ERP surrounding advice still serves 3000s
Automated messages track 3000's orbit

Un-parking HP 3000 ERP systems

Free Parking square

This week is the end of the line for MANMAN support from Infor. A migration company once offered a webinar on leaving behind servers that delivered manufacturing data. The focus at Merino Services was not on MPE, or HP's 3000. The company wanted to help with an exit off MANMAN. In specific, this was a march from "MANMAN/ERP LN to Infor 10X."

While many manufacturing companies will recognize MANMAN ERP, it's the LN tag that's a little confusing. Terry Floyd, whose Support Group business has been assisting MANMAN users for more than 25 years, tried to pin it down.

"The ERP LN is Baan, I think – it’s very difficult to tell anymore. It’s not MANMAN, anyway." The target is Infor's 10X, more of a framework for the migration destinies of Infor's parked software. Such parking keeps up support, but nothing else changes.

Merino, not a company on the 3000's radar, might not be blamed for conflating a couple of ERP names, or just running them together in a subject line. The lineup of ERP applications has been declining. An ERP Graveyard graphic lists the notables and the little-known, next to their current undertakers. Infor, which is the curator of both Baan and MANMAN, has made a business of this less than active retirement for more than 15 years. Younger, more adept alternatives have been offered for MANMAN for several decades.

Floyd added, "They have bought a lot of near-bankrupt companies," Floyd added bout Infor. "As you know, a lot of people have been trying to migrate companies off of MANMAN." It's a testament to the sticky integration of ERP and the customization capability of MANMAN that it leads the graveyard in the number of times it's been acquired.

Cloud-based ERP is rising, and a half-dozen newer ERP suites like NetSuite, Workday, Plex, and Kenandy are taking the place of classic MPE-based manufacturing IT. For awhile it looked like Microsoft Dynamics was the stable bet to take on some of this mission. Ned Lilly is the CEO of open source ERP software company xTuple, and he wrote about ERP gravesites at his ERP Graveyard website. Lilly pointed at a Diginomica column by Phil Wainewright.

This alternative strategy would allow Microsoft to focus on its core platform and product engineering strategy without the conflict of having a sales team intent on winning business away from its growing army of third-party partner vendors. Some or all of the ERP products would doubtless be part of that transaction, while Microsoft would likely prefer to retain the CRM product because of the tight integration that’s possible to its Office properties.

But the ultimate decision may depend on who the buyer will be.... I think it’s more likely that Microsoft would look to sell off some or all of its legacy ERP portfolio to a ‘friendly’ competitor — one that’s committed to the Microsoft stack.

Open source ERP may be a migration choice that wouldn't land in a graveyard. Commercial open source demands that some company product-izes the open software, in much the same way that Novell or RedHat turned Linux into an enterprise-worthy solution. Open Bravo is a good example.

As for any Infor strategy that a MANMAN site would want to study, the busy world of Infor acquisitions is covered in an Infor Discovery Guide. The guide runs more than 100 pages and mentions 25 solutions, ranging from CloudSuite to a legacy stalwart like Lawson. Nowhere in those pages is MANMAN itself, apparently because Infor considers there's not much for anyone to discover.

Software like MANMAN still runs on 3000s to steer the business of some manufacturers. Up until this week, the customers paid support bills as if the cost was a parking fee, since their software was going nowhere. Well, not nowhere: the customers still have the capability to customize their applications themselves, carrying the companies into a future where parking places are discovered, and places to steer a migration are regularly mapped out.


» **WORK INSTRUCTION**
Looking at the records below, say how many lines contain "stacked". Nothing else belongs in the answer.
⟨
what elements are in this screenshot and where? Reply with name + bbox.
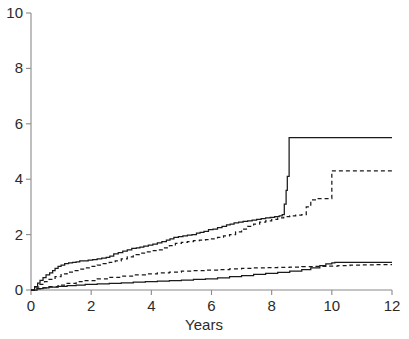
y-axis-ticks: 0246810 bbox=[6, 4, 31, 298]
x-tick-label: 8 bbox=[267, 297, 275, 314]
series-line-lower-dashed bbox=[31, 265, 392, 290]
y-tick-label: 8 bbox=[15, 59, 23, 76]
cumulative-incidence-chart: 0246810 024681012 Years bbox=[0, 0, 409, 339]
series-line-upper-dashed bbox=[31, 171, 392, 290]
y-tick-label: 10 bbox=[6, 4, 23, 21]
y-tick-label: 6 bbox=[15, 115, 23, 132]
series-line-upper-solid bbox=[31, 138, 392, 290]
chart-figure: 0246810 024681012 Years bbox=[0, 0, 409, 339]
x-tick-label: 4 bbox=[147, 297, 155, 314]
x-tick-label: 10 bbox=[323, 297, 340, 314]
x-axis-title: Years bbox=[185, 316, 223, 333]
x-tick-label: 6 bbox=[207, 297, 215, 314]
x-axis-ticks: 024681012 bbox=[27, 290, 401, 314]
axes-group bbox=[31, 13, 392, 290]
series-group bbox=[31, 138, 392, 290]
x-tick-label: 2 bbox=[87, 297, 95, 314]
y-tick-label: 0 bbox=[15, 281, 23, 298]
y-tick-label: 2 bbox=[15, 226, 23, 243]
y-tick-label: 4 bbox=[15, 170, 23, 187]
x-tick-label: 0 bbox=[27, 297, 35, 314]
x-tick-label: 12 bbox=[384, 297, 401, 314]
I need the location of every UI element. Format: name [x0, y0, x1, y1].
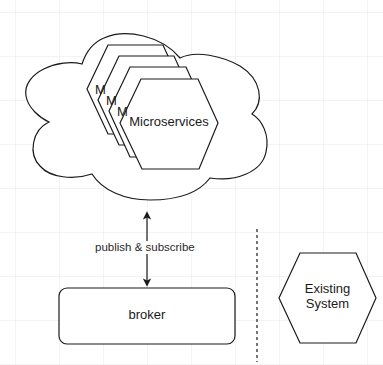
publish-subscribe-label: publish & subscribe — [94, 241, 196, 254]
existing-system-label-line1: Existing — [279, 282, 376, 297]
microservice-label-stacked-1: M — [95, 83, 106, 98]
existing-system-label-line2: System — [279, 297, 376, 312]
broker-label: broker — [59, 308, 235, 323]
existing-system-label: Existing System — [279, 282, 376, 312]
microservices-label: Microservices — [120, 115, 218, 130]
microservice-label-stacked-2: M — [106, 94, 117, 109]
⟩
⟨
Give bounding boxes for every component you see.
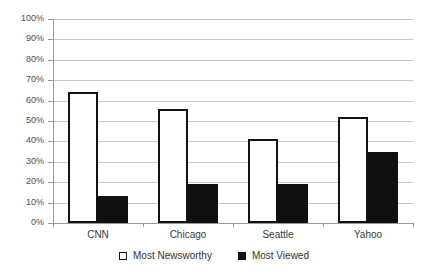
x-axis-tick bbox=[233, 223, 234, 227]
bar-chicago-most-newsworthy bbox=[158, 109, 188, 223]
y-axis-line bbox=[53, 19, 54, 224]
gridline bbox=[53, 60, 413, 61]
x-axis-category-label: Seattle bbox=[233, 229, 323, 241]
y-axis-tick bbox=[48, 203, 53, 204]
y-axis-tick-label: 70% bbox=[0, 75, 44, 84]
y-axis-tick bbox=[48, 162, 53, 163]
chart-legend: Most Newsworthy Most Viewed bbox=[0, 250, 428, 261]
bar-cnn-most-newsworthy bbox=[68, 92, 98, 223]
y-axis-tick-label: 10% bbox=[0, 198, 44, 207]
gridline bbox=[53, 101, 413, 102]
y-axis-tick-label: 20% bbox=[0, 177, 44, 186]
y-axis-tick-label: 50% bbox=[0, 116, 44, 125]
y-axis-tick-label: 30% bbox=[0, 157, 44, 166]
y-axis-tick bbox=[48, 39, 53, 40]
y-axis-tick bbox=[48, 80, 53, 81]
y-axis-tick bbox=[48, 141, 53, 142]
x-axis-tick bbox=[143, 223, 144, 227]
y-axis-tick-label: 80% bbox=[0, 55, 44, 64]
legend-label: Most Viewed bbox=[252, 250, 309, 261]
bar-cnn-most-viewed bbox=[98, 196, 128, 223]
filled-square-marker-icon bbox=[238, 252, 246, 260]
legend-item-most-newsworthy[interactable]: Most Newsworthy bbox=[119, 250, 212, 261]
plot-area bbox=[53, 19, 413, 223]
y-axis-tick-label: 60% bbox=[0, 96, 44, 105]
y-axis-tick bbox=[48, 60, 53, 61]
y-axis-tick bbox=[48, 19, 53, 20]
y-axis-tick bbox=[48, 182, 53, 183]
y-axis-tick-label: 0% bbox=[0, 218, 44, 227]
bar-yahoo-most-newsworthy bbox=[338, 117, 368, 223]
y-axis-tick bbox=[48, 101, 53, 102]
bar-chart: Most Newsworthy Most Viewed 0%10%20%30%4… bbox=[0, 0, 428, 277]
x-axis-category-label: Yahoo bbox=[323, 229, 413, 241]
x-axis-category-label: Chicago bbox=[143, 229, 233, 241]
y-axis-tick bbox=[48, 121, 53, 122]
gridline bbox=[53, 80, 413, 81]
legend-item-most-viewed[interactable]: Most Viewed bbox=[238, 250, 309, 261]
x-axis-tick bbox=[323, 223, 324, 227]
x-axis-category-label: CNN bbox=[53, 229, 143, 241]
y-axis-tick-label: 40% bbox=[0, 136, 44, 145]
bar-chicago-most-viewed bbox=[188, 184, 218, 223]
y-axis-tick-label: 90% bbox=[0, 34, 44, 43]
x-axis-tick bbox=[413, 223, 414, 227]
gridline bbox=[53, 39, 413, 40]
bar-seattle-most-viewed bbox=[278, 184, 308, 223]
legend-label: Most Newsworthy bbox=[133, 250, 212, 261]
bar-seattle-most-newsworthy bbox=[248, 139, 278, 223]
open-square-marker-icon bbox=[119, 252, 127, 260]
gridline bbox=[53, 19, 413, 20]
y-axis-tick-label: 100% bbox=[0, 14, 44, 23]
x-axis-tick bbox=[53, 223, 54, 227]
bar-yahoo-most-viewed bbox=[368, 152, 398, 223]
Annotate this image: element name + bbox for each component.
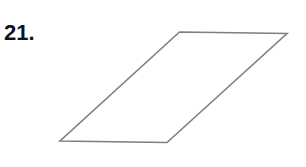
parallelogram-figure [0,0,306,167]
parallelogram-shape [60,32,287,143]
⟩
» **RESPONSE TO THIS TASK**
2